"You'd never imagine dad belonged to the same family."

"Anybody could see they did. They're very much alike. Martha, you don't do your father justice. You wait till you get into trouble and you'll see whether he's a good friend or not."

"Yes. Well, maybe I won't get into trouble. There's no certainty. I know now very well what he'd do. He'd do anything he could for me because I'm your little pet."

"You're a ridiculous child, Martha."

"I know that. You say that whenever you don't want to acknowledge I've hit the nail on the head."

"I said plainly your dad is of another temperament."

"I'll say he is!"

"Isn't life too funny?" thought Emily. "Jim's boy has spoiled Bob for Martha, and Jim makes Bob seem uninteresting to Martha. Things go too much in circles in the family," she thought to herself. And Emily sat there, not listening closely to Martha's chatter. She was thinking about her startling question. Could Martha really have wondered about that when she was eight? What was the use of imagining one saw into a child's mind! Had the child ever seen things on the face of her uncle or her mother that had made her wonder things she didn't yet dare to ask about? After all, Martha had been twelve when Jim died. An hour before Emily would have laughed at such an idea. And after all, suppose the child did understand! If she did, she understood nothing dishonorable—nothing a girl nowadays might not meditate upon.

For girls nowadays—well, Bob the other night came into the dining room declaring violently he couldn't sit on the veranda with them. That Ellis girl had been saying—and Johnnie was there, and that beach guard he runs about with—she had said right in front of those men that she had to dramatize some part of the Bible next fall term, and she had chosen the fall of Jericho because of the harlot in it. And Martha had said, "Goodness! You can find a story with more than one harlot in it. Can't she, Johnnie?" And Johnnie had had the decency to say he didn't know. He hadn't been to Sunday school for a long time. Emily had been sure Martha had done it simply to shock Bob. She defended the girls. "I don't care what you say, Bob. It's a lot better than the way I was brought up. It's just a good thing that they talk so frankly with me about such things." And yet—once in a while—she had misgivings—not so much about Martha, of course—who was a good child—but about Eve, for instance, and other girls.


__Task statement__. Scan the records for the string "view" and copy every line that holds it.

===

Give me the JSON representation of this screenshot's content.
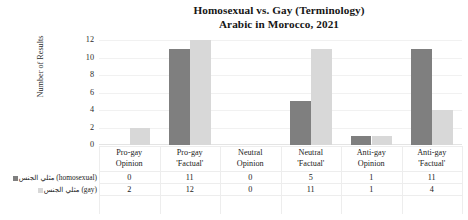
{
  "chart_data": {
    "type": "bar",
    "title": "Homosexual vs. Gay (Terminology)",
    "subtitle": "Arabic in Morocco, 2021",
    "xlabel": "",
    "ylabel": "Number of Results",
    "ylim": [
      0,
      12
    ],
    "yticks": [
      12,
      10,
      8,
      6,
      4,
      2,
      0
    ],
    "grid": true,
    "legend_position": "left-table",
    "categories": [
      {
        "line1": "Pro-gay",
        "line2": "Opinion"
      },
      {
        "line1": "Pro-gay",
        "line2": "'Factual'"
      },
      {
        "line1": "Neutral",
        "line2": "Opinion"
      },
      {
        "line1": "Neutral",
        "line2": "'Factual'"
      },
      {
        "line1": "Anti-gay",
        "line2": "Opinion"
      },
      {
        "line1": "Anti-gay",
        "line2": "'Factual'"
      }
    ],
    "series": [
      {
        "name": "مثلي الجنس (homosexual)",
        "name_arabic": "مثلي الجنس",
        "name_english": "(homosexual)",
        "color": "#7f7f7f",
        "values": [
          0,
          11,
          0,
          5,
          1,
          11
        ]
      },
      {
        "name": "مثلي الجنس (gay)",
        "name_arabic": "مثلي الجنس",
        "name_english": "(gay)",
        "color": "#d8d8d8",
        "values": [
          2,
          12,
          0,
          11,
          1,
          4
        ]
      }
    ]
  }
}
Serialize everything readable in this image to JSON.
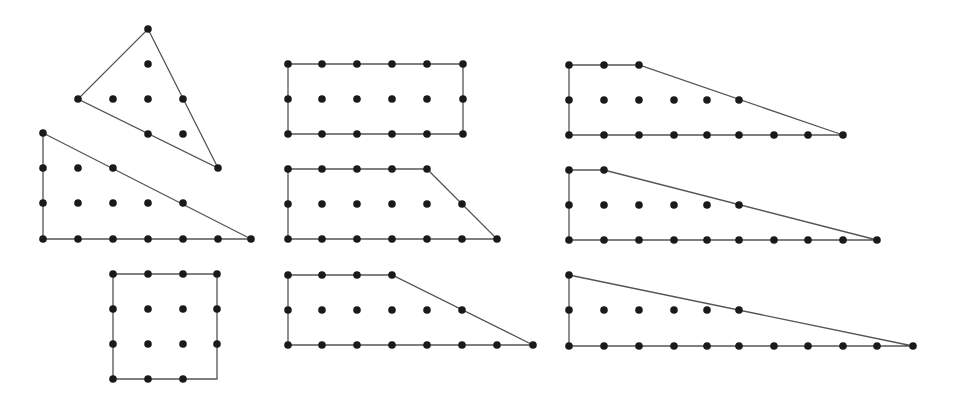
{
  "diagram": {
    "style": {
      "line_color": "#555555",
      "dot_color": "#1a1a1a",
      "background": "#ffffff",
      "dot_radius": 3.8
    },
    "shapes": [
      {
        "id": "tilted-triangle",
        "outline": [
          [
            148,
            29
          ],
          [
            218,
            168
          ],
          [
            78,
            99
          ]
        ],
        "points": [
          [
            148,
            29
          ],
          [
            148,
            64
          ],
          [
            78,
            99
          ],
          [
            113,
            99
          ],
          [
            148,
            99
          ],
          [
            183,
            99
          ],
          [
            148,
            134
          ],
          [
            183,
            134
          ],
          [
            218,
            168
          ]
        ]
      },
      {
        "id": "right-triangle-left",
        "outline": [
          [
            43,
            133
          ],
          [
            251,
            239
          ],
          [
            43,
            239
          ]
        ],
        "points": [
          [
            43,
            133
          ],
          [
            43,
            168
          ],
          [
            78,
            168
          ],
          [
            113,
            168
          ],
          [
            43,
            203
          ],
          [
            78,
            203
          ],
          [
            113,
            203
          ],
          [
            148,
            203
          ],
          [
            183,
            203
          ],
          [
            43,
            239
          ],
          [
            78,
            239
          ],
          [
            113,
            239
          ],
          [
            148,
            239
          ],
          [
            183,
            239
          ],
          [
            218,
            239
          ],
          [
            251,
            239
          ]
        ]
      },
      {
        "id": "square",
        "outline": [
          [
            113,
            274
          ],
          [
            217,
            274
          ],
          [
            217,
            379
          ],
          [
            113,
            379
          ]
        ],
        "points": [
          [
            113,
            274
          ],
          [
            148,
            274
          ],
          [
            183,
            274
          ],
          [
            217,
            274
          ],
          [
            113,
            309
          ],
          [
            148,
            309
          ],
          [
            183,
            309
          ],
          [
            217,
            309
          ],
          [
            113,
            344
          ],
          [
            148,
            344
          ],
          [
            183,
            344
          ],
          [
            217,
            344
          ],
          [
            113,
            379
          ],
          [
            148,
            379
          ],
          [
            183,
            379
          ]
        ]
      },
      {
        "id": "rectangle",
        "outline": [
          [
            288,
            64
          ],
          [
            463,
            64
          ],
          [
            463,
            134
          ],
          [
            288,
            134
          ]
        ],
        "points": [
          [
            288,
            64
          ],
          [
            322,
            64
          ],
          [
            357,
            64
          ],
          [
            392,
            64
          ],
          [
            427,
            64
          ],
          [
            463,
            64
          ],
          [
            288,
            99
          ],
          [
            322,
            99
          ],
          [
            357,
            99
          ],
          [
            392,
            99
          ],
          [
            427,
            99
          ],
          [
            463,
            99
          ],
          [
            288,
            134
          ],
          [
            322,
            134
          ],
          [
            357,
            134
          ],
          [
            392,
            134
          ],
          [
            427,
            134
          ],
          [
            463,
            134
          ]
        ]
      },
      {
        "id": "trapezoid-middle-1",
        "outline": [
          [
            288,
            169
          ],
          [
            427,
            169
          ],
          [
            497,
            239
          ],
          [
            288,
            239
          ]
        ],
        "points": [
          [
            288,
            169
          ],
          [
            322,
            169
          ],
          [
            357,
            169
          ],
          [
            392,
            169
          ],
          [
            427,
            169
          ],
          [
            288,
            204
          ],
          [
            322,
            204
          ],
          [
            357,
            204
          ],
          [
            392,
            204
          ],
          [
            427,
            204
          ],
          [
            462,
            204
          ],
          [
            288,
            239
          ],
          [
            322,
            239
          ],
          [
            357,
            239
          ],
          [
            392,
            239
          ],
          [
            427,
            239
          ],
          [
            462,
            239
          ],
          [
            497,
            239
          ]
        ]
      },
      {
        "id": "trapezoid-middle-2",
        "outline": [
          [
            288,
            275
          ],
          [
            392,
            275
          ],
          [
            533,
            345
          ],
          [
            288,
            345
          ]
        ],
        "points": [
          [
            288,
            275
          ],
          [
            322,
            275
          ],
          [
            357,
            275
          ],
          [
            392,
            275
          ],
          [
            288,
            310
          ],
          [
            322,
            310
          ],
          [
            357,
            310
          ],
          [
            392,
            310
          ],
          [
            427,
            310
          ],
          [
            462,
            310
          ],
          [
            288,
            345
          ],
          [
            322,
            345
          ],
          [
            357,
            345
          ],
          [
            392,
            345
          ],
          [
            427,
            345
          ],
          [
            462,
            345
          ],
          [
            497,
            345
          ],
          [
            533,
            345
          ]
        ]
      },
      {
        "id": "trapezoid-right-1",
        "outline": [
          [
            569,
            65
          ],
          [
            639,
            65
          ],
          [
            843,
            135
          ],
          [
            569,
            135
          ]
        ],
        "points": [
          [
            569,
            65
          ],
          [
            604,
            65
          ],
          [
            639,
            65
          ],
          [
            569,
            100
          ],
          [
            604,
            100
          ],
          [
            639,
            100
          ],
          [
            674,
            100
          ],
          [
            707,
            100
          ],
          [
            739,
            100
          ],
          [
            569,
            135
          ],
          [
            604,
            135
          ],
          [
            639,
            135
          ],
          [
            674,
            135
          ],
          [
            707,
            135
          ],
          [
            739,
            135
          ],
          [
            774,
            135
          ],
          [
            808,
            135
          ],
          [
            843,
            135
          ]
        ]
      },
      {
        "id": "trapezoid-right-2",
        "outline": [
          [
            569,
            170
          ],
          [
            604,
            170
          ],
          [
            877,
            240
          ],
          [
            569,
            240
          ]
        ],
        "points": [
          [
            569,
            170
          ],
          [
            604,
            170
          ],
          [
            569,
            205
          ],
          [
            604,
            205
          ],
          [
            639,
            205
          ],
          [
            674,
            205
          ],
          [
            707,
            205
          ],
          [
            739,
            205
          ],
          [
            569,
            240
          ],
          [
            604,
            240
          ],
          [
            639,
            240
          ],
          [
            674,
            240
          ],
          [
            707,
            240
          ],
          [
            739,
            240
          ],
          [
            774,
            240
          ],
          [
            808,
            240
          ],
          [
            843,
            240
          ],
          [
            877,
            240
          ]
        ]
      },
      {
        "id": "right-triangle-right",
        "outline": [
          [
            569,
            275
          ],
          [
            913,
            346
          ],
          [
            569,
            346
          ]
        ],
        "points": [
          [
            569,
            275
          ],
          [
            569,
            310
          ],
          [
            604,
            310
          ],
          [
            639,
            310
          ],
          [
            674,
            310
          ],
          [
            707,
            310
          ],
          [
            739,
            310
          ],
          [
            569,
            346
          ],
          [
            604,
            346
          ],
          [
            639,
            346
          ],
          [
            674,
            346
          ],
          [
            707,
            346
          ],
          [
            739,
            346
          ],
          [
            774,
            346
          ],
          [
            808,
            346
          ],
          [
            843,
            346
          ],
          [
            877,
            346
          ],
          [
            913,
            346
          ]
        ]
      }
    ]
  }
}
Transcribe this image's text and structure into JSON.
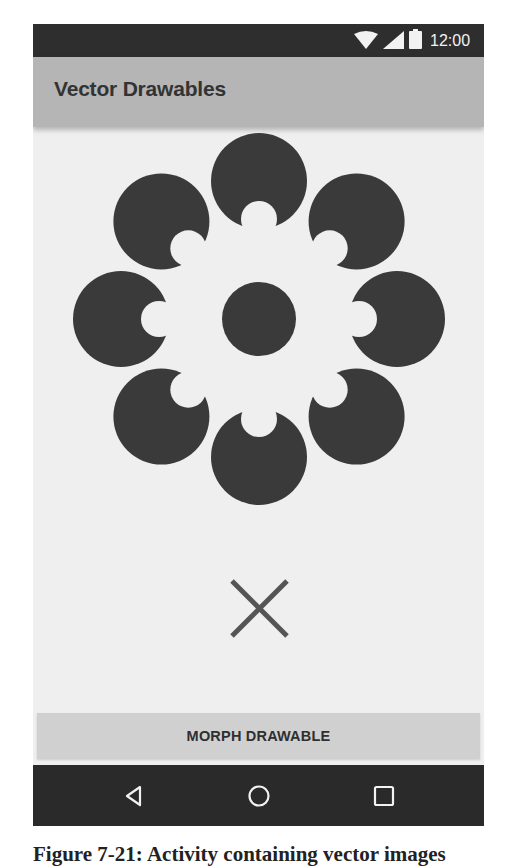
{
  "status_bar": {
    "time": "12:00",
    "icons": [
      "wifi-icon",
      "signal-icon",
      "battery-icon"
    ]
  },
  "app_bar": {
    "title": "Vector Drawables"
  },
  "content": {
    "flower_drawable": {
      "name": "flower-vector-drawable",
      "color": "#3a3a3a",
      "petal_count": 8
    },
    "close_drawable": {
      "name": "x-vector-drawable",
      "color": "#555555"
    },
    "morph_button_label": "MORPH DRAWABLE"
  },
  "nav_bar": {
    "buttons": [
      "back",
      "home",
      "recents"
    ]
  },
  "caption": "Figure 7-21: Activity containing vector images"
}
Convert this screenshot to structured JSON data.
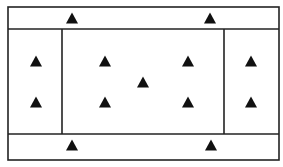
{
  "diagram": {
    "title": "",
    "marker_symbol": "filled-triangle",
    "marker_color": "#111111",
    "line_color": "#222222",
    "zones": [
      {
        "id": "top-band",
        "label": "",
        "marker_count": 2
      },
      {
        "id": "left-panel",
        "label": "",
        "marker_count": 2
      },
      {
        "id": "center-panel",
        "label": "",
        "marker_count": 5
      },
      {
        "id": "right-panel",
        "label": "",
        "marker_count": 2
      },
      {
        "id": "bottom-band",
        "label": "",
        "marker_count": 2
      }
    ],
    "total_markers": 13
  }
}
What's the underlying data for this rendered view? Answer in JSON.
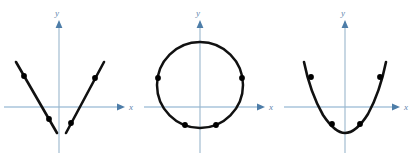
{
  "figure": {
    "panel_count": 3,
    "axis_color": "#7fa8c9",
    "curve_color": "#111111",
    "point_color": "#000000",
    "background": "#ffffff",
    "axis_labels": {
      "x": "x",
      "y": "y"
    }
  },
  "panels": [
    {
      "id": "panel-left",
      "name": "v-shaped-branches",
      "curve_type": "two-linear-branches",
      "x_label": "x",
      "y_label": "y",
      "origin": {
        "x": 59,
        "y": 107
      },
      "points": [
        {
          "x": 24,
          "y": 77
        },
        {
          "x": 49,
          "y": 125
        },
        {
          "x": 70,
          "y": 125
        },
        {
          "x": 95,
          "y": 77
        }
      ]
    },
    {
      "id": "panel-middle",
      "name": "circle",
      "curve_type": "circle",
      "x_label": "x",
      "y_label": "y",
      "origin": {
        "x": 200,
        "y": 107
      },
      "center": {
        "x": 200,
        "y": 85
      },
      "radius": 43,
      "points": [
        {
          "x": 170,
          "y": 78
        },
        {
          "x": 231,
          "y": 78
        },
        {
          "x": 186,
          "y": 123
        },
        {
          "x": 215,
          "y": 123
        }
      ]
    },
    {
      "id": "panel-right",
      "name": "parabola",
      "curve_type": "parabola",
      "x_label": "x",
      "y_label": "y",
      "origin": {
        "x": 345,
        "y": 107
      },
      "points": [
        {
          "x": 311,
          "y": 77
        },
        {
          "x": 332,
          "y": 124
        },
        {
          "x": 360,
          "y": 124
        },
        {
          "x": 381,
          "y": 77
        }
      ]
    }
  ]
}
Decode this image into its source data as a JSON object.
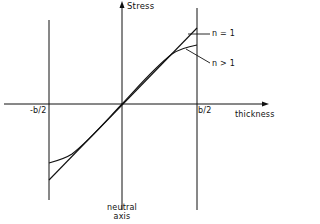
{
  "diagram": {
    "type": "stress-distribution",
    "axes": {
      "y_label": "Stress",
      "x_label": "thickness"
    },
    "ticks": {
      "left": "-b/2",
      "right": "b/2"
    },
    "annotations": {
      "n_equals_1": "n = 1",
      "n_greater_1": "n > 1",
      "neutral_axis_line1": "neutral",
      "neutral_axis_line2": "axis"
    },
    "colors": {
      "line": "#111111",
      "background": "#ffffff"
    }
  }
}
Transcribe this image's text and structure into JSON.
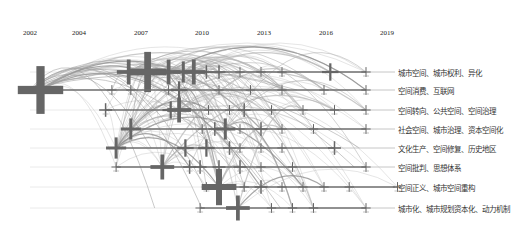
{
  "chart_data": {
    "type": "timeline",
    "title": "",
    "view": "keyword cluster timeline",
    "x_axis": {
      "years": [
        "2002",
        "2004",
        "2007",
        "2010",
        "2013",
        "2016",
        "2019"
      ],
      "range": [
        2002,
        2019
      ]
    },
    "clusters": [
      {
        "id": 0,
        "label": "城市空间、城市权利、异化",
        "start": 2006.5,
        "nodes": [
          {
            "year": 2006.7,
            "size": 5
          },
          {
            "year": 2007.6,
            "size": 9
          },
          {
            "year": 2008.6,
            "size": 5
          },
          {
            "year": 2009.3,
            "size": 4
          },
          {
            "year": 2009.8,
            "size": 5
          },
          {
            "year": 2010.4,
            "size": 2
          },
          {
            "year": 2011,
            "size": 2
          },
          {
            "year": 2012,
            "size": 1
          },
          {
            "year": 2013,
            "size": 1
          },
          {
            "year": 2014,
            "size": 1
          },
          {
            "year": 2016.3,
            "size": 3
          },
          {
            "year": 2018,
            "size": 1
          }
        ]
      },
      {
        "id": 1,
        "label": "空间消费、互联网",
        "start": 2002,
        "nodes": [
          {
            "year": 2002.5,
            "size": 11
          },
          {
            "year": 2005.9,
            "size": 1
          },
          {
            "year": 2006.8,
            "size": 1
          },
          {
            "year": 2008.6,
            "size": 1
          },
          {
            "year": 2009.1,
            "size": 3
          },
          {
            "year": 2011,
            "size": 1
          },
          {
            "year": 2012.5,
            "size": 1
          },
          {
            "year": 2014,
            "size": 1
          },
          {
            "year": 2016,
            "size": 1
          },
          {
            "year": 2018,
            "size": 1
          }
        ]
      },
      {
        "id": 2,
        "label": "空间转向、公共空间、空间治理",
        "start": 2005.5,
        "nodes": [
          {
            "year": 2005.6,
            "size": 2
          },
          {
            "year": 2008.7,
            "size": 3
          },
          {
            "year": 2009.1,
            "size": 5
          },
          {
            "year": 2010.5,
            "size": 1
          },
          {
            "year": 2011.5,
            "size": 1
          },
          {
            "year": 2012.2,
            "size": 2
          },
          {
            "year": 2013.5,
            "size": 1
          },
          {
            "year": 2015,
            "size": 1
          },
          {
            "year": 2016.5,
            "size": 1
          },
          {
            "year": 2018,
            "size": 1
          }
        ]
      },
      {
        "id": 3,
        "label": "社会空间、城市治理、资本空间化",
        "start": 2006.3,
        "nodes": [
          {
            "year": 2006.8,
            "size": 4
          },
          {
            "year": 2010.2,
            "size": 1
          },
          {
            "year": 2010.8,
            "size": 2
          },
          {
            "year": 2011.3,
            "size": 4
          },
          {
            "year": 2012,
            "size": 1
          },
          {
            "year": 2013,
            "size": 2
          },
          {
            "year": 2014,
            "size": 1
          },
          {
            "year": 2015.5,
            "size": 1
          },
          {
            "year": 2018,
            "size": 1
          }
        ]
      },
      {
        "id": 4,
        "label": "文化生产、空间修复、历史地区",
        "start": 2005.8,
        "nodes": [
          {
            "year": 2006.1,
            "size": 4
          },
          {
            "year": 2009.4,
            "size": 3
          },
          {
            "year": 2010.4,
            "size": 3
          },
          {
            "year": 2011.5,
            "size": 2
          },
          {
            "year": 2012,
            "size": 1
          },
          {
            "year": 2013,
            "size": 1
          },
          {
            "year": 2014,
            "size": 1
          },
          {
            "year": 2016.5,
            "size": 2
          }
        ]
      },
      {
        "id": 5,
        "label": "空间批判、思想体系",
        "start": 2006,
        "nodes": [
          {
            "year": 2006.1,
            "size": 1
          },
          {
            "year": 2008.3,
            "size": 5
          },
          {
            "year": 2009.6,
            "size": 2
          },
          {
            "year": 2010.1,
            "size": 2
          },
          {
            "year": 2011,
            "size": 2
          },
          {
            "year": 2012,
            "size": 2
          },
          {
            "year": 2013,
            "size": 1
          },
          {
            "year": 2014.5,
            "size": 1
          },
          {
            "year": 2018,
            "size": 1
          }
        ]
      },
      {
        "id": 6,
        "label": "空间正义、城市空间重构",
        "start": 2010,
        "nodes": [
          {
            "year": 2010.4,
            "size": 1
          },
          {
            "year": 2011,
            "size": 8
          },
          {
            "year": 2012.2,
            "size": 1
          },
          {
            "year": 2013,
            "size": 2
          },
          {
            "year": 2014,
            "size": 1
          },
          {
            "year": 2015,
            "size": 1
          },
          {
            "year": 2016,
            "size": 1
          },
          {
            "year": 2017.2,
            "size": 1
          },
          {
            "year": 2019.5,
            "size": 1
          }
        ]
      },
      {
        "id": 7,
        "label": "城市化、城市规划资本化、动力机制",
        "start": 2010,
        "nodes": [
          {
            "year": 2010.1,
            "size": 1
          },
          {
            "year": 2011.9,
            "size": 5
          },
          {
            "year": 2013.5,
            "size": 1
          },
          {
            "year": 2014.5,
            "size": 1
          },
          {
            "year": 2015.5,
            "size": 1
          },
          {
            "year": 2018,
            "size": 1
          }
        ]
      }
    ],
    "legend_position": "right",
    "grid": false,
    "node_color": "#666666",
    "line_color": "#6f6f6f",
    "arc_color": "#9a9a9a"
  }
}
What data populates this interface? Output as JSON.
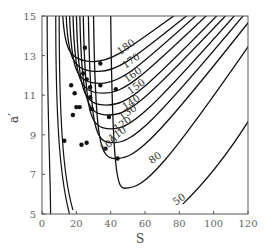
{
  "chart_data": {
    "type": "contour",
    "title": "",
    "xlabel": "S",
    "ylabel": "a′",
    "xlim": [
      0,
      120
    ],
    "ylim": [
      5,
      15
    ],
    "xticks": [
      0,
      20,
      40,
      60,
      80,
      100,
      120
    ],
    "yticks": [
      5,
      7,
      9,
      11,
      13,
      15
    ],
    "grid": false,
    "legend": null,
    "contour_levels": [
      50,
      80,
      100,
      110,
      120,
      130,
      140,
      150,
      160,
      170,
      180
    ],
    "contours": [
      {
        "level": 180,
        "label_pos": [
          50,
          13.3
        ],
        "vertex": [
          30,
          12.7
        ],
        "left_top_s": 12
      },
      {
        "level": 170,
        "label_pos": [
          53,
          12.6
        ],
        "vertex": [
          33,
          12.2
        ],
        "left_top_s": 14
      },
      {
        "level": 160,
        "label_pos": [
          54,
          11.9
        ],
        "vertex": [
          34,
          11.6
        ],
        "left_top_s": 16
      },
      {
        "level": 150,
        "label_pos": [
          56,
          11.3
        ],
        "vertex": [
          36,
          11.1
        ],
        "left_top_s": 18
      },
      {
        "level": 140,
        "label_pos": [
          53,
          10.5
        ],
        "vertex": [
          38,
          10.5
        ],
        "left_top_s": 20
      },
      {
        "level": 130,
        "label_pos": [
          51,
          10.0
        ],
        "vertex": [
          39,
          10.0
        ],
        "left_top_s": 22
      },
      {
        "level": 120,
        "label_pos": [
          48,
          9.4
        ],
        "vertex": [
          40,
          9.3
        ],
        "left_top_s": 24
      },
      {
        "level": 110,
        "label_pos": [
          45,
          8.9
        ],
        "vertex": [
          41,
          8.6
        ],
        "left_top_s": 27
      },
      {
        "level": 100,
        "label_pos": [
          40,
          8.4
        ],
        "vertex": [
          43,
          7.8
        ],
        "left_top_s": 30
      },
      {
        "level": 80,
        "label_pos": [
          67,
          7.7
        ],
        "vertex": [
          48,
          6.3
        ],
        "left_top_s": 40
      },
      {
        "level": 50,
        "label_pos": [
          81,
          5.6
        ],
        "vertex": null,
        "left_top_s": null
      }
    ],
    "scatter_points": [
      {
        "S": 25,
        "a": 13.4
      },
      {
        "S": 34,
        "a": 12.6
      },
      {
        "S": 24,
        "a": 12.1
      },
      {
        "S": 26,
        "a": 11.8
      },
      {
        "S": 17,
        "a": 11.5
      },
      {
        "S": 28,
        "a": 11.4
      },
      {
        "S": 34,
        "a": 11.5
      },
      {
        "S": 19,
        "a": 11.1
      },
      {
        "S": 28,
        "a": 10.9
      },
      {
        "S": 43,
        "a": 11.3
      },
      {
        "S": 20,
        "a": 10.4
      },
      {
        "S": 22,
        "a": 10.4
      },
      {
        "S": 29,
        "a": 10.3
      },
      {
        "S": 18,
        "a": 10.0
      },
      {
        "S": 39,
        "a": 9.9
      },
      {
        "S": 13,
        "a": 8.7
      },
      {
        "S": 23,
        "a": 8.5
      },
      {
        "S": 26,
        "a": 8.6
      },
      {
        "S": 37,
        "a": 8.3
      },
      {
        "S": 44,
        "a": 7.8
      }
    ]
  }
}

===

__Task response__.
What's the underlying data for this rendered view? Answer in JSON.
    "view": "keyword cluster timeline",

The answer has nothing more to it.